Of course it’s true that preventing disease is less painful and less costly than treating disease. Or is it?

Take the recent New York Times article (http://www.nytimes.com/2009/10/21/health/21cancer.html) addressing mammogram and prostate cancer screening. Apparently over the last 20+ years of screening with mammograms, we have been able to discover many more breast cancers that are small, and might never have been noticed, and probably never would have progressed to the point of hurting anybody. This has given rise to alarming statistics, such as the one that breast cancer incidence has risen 40%.

We have long known that detecting prostate cancer early, especially in older men, finds many cancers that would never have caused any injury and would never have been noticed had we not screened the men. When we find cancer, we usually remove it, and for women with breast cancer this means amputation of a breast or radiation therapy, and often chemotherapy. For men with prostate cancer this means surgery on their very delicate private parts after which they often have trouble with bladder or sexual function.
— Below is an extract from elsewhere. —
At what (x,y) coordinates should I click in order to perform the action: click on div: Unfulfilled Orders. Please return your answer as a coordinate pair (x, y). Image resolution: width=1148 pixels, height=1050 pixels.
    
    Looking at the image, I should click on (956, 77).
But even if mammogram screening did detect cancer early, thus protecting women from getting more serious breast cancer, which honestly it sometimes does, is it really less painful and less costly than treating the disease? Mammogram screening, it is estimated, costs about $105,000 per year of life saved if we screen women yearly starting at age 40. Because mammograms are somewhat difficult to interpret, many of those women have breast cancer scares, and all of those women get their breasts painfully smashed flat once a year. Encouraging them to get those mammograms is the job of doctors and nurses who might use that energy to provide other more life affirming activities. The focus on the breast as the seat of cancer, rather than of, say, love or courage, puts women in the position of being at war with their bodies.

Let’s go back to the $105,000 per year of life saved. I certainly love my women friends and relatives enough to believe that a year of their life would be worth $105,000, but isn’t it possible that if we spent that money on something a little different than mammograms, we might be able to buy more than a year of life? I could support a family, for instance, for a year on $105,000.

I do know and love people who have had screening mammograms, found breast cancer, had it cured, and are now healthy. I think some of them might have died had they not had a mammogram. I am not ready to say that women shouldn’t get screening mammograms. It is, however, not necessarily accurate that preventing disease is less costly and less painful than treating it, at least in the case of breast and prostate cancer.